More recordings online from the 2025 Festival!
There are more opportunities now to sample some of the The latest recordings online include The Promise of Quantum Computing, Seaweed After Storms, and The Last of the Great Auks. More will follow in the weeks ahead. They join our film set in Caithness and Orkney landscapes, As Old as the Hills.
You can also see the recordings from last year’s Orkney Climate COP, with four sessions covering key areas for Orkney’s future – Energy, Food from the Land, Housing and Transport.
All the recordings have been filmed and edited by Mike Robertson, through the support of OREF. The Orkney Climate COP is supported by the Highlands & Islands Climate Hub.
It went so well! We heard of islands of sheep and the last of the great auks, and we learned how to recycle ocean plastic, and how oysters might return through seabed restoration. We tackled a range of challenges in the first Orkney Climate COP, coming up with a series of practical actions, and we heard of the global context of melting polar ice and rising Pacific seas.
Future and past were entwined as we probed the depths of geological time, from ancient Caithness mountains to the Shapinsay shore, and we heard the story of a forest beneath the waves. We heard how northern stones may have been sailed to Stonehenge, how the island of Sanday knitted its way to Harrods, and how two young Orcadians made their own equipment to receive the early BBC television signals.
We explored the world of pure mathematics and had a quantum of poetry – and poetry too for the grass blowing in the wind and for the songs of the whales. We heard music for a quantum landscape, and from Helgoland where Heisenberg’s journey began, resonating amongst the pillars of St Magnus Cathedral.
In the weeks ahead some of the recordings will come online, and we will also be looking ahead with early news of the plans for the 36th Festival next year, when the dates will be 3-9 September 2026. There are more insights coming through on our Facebook page.
In the meantime, to so many helpers, contributors, supporters, funders, venues, audiences –
A very big thank you indeed!
Festival
Highlights 2025
It went so well! We heard of islands of sheep and the last of the great auks, and we learned how to recycle ocean plastic, and how oysters might return through seabed restoration. We tackled a range of challenges in the first Orkney Climate COP, coming up with a series of practical actions, and we heard of the global context of melting polar ice and rising Pacific seas.
Future and past were entwined as we probed the depths of geological time, from ancient Caithness mountains to the Shapinsay shore, and we heard the story of a forest beneath the waves. We heard how northern stones may have been sailed to Stonehenge, how the island of Sanday knitted its way to Harrods, and how two young Orcadians made their own equipment to receive the early BBC television signals.
We explored the world of pure mathematics and had a quantum of poetry – and poetry too for the grass blowing in the wind and for the songs of the whales. We heard music for a quantum landscape, and from Helgoland where Heisenberg’s journey began, resonating amongst the pillars of St Magnus Cathedral.
In the weeks ahead some of the recordings will come online, and we will also be looking ahead with early news of the plans for the 36th Festival next year, when the dates will be 3-9 September 2026. There are more insights coming through on our Facebook page.
In the meantime, to so many helpers, contributors, supporters, funders, audiences –
A very big thank you indeed!
There is also regular news in our social media – on Facebook and Instagram.
In addition, our online magazine of science and exploration, Frontiers, is developing into a richly varied source of stories. It’s full of features about Orkney – its wildlife and environment, its history and archaeology, its islands and people; and we have a varied range of contributing writers, artists and photographers.
We now have two Landscapes websites, one for Orkney Landscapes and one for Caithness Landscapes, with each one a comprehensive resource for local people and visitors alike – for schools and students, teachers and researchers, and for everyone who likes to find out more about the forces that have moulded the landscapes around us today. There are vistas of sea-cliffs and inland hills, the story of the ancient Lake Orcadie of Devonian times and the ripple-marks and mudcracks from it that we can see today, and the fishes that swam in it and are now fossils.
And there’s more that you can watch from home on our YouTube channel. There are now more than 300 videos to enjoy, with many talks and also music and films. We will be adding to them gradually with recordings from this year’s festival, with talks on many subjects, and films and music too, some of it specially written or recorded.
On this website you can also find more about our background and highlights of past festivals, and see more of Orkney itself. You can also look back to descriptions of this year’s events on the Programme page.
The need for all communities to produce more of their own food and drink is something that we will continue to highlight. There is a lot of information about how to grow food, how to improve the soil, how to forage food for added nutrition and wellbeing in our new Sufficient Orkney Food website.
And if you want to give us a boost to keep up with all the challenges of delivering the Festival, there is a Donate button at the foot of this page, and your help will be warmly appreciated!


- TASK INSTRUCTIONS: No pictures belong in the copy. Reproduce exactly the lines beginning at the line containing "Image is 623x304 pixels." and continuing to the end of the entries below.

- Collection entries:
━━━━

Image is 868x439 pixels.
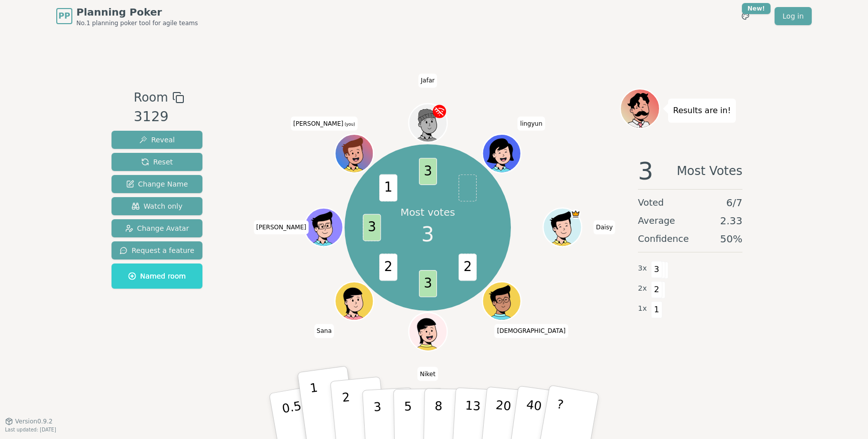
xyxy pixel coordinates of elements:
span: 6 / 7 [727,195,743,209]
a: PPPlanning PokerNo.1 planning poker tool for agile teams [57,5,198,27]
span: Room [134,88,168,107]
span: Click to change your name [291,116,358,131]
span: 2.33 [720,214,743,228]
span: (you) [343,122,355,126]
button: Version0.9.2 [5,418,53,425]
span: Watch only [132,201,183,211]
button: Reset [112,153,203,171]
button: Named room [112,263,203,288]
button: Watch only [112,197,203,215]
span: 3 [638,159,653,183]
span: 2 x [638,283,647,294]
span: Click to change your name [254,220,309,234]
span: Reveal [139,135,175,145]
span: 1 [651,301,663,318]
span: Request a feature [120,246,194,256]
p: 1 [309,380,324,435]
span: Last updated: [DATE] [5,427,57,432]
span: Click to change your name [314,324,334,338]
span: Change Avatar [125,223,190,233]
span: Named room [128,271,186,281]
span: Most Votes [677,159,743,183]
span: Click to change your name [418,73,437,87]
span: Voted [638,195,664,209]
button: Change Avatar [112,220,203,237]
span: Click to change your name [494,324,568,338]
a: Log in [774,7,811,25]
span: 3 [362,214,381,241]
span: 2 [458,253,476,281]
span: Daisy is the host [571,209,580,219]
p: Results are in! [673,103,730,117]
button: Request a feature [112,241,203,259]
span: 3 x [638,263,647,274]
span: 3 [651,261,663,278]
p: Most votes [401,206,455,220]
span: 2 [379,253,398,281]
span: PP [59,10,70,22]
span: 1 x [638,303,647,314]
span: Confidence [638,232,689,246]
span: Average [638,214,675,228]
span: Planning Poker [76,5,198,20]
span: 3 [419,157,437,184]
span: No.1 planning poker tool for agile teams [76,20,198,27]
button: New! [736,7,755,25]
button: Click to change your avatar [336,135,373,171]
span: Click to change your name [518,116,545,131]
span: 3 [421,220,434,249]
span: Version 0.9.2 [15,418,53,425]
span: Reset [141,157,173,166]
span: Click to change your name [593,220,615,234]
span: 1 [379,174,398,201]
span: 3 [419,270,437,297]
span: Click to change your name [417,367,438,381]
span: 50 % [720,232,743,246]
button: Change Name [112,175,203,193]
span: Change Name [126,179,188,189]
span: 2 [651,281,663,299]
button: Reveal [112,131,203,149]
div: New! [742,3,770,14]
div: 3129 [134,107,184,127]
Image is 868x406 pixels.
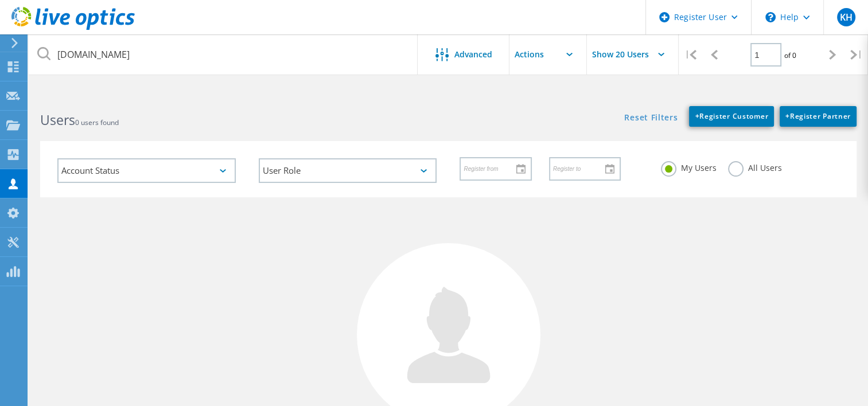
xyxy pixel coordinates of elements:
[689,106,774,127] a: +Register Customer
[784,51,796,61] span: of 0
[785,111,850,121] span: Register Partner
[624,114,678,123] a: Reset Filters
[661,161,716,172] label: My Users
[29,35,418,75] input: Search users by name, email, company, etc.
[765,12,775,23] svg: \n
[695,111,768,121] span: Register Customer
[40,110,75,129] b: Users
[75,118,119,127] span: 0 users found
[728,161,782,172] label: All Users
[780,106,856,127] a: +Register Partner
[679,35,702,75] div: |
[455,51,493,58] span: Advanced
[695,111,699,121] b: +
[839,13,852,22] span: KH
[461,158,522,179] input: Register from
[258,158,437,183] div: User Role
[785,111,790,121] b: +
[550,158,611,179] input: Register to
[844,35,868,75] div: |
[12,24,135,32] a: Live Optics Dashboard
[57,158,236,183] div: Account Status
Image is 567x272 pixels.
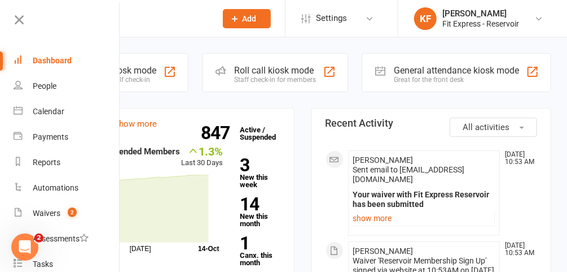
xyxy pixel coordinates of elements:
[450,117,537,137] button: All activities
[14,73,120,99] a: People
[14,175,120,200] a: Automations
[243,14,257,23] span: Add
[240,234,276,251] strong: 1
[86,65,156,76] div: Class kiosk mode
[353,246,414,255] span: [PERSON_NAME]
[500,242,537,256] time: [DATE] 10:53 AM
[394,65,519,76] div: General attendance kiosk mode
[33,81,56,90] div: People
[181,145,223,169] div: Last 30 Days
[33,107,64,116] div: Calendar
[240,234,280,266] a: 1Canx. this month
[240,195,276,212] strong: 14
[67,11,208,27] input: Search...
[33,132,68,141] div: Payments
[223,9,271,28] button: Add
[443,19,519,29] div: Fit Express - Reservoir
[68,117,281,129] h3: Members
[33,259,53,268] div: Tasks
[14,124,120,150] a: Payments
[14,99,120,124] a: Calendar
[34,233,43,242] span: 2
[86,76,156,84] div: Member self check-in
[240,195,280,227] a: 14New this month
[14,48,120,73] a: Dashboard
[201,124,234,141] strong: 847
[394,76,519,84] div: Great for the front desk
[240,156,280,188] a: 3New this week
[14,226,120,251] a: Assessments
[353,210,496,226] a: show more
[316,6,347,31] span: Settings
[326,117,538,129] h3: Recent Activity
[414,7,437,30] div: KF
[353,190,496,209] div: Your waiver with Fit Express Reservoir has been submitted
[14,200,120,226] a: Waivers 2
[11,233,38,260] iframe: Intercom live chat
[234,117,284,149] a: 847Active / Suspended
[33,183,78,192] div: Automations
[443,8,519,19] div: [PERSON_NAME]
[33,158,60,167] div: Reports
[181,145,223,157] div: 1.3%
[33,56,72,65] div: Dashboard
[234,65,316,76] div: Roll call kiosk mode
[68,146,180,156] strong: Active / Suspended Members
[500,151,537,165] time: [DATE] 10:53 AM
[353,165,465,183] span: Sent email to [EMAIL_ADDRESS][DOMAIN_NAME]
[14,150,120,175] a: Reports
[463,122,510,132] span: All activities
[115,119,157,129] a: show more
[33,234,89,243] div: Assessments
[353,155,414,164] span: [PERSON_NAME]
[240,156,276,173] strong: 3
[234,76,316,84] div: Staff check-in for members
[68,207,77,217] span: 2
[33,208,60,217] div: Waivers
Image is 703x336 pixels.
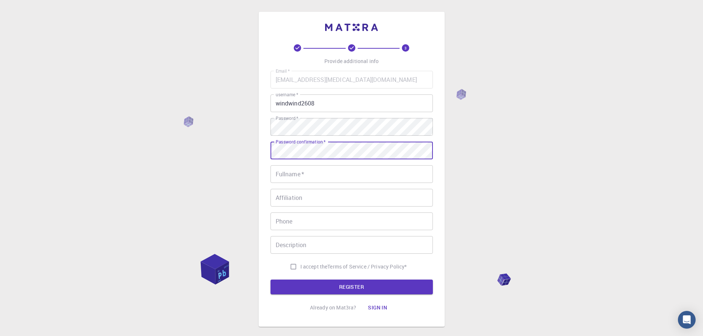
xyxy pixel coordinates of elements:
[276,139,325,145] label: Password confirmation
[276,92,298,98] label: username
[327,263,407,270] p: Terms of Service / Privacy Policy *
[310,304,356,311] p: Already on Mat3ra?
[327,263,407,270] a: Terms of Service / Privacy Policy*
[270,280,433,294] button: REGISTER
[276,115,298,121] label: Password
[678,311,695,329] div: Open Intercom Messenger
[300,263,328,270] span: I accept the
[324,58,379,65] p: Provide additional info
[362,300,393,315] button: Sign in
[404,45,407,51] text: 3
[276,68,290,74] label: Email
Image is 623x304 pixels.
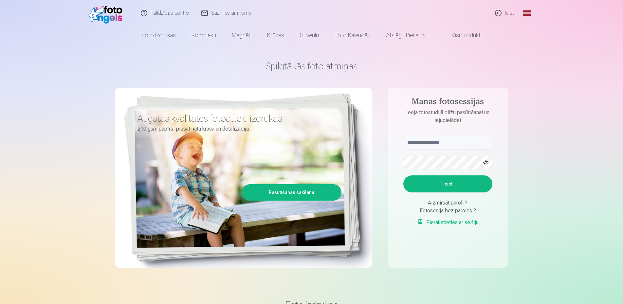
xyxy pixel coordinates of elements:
[184,26,224,45] a: Komplekti
[138,124,337,134] p: 210 gsm papīrs, piesātināta krāsa un detalizācija
[88,3,126,24] img: /fa1
[417,219,479,227] a: Pierakstieties ar selfiju
[327,26,378,45] a: Foto kalendāri
[404,199,493,207] div: Aizmirsāt paroli ?
[378,26,433,45] a: Atslēgu piekariņi
[138,113,337,124] h3: Augstas kvalitātes fotoattēlu izdrukas
[397,97,499,109] h4: Manas fotosessijas
[224,26,259,45] a: Magnēti
[404,176,493,193] button: Ieiet
[433,26,490,45] a: Visi produkti
[134,26,184,45] a: Foto izdrukas
[115,60,508,72] h1: Spilgtākās foto atmiņas
[397,109,499,124] p: Ieeja fotostudijā bilžu pasūtīšanai un lejupielādei
[404,207,493,215] div: Fotosesija bez paroles ?
[259,26,292,45] a: Krūzes
[292,26,327,45] a: Suvenīri
[243,185,341,200] a: Pasūtīšanas sākšana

━━━━

- SOLUTION FOR THIS PROBLEM:
Image is 623x304 pixels.
xyxy pixel coordinates of elements:
[184,26,224,45] a: Komplekti
[138,124,337,134] p: 210 gsm papīrs, piesātināta krāsa un detalizācija
[88,3,126,24] img: /fa1
[417,219,479,227] a: Pierakstieties ar selfiju
[327,26,378,45] a: Foto kalendāri
[404,199,493,207] div: Aizmirsāt paroli ?
[378,26,433,45] a: Atslēgu piekariņi
[138,113,337,124] h3: Augstas kvalitātes fotoattēlu izdrukas
[397,97,499,109] h4: Manas fotosessijas
[224,26,259,45] a: Magnēti
[404,176,493,193] button: Ieiet
[433,26,490,45] a: Visi produkti
[134,26,184,45] a: Foto izdrukas
[115,60,508,72] h1: Spilgtākās foto atmiņas
[397,109,499,124] p: Ieeja fotostudijā bilžu pasūtīšanai un lejupielādei
[404,207,493,215] div: Fotosesija bez paroles ?
[259,26,292,45] a: Krūzes
[292,26,327,45] a: Suvenīri
[243,185,341,200] a: Pasūtīšanas sākšana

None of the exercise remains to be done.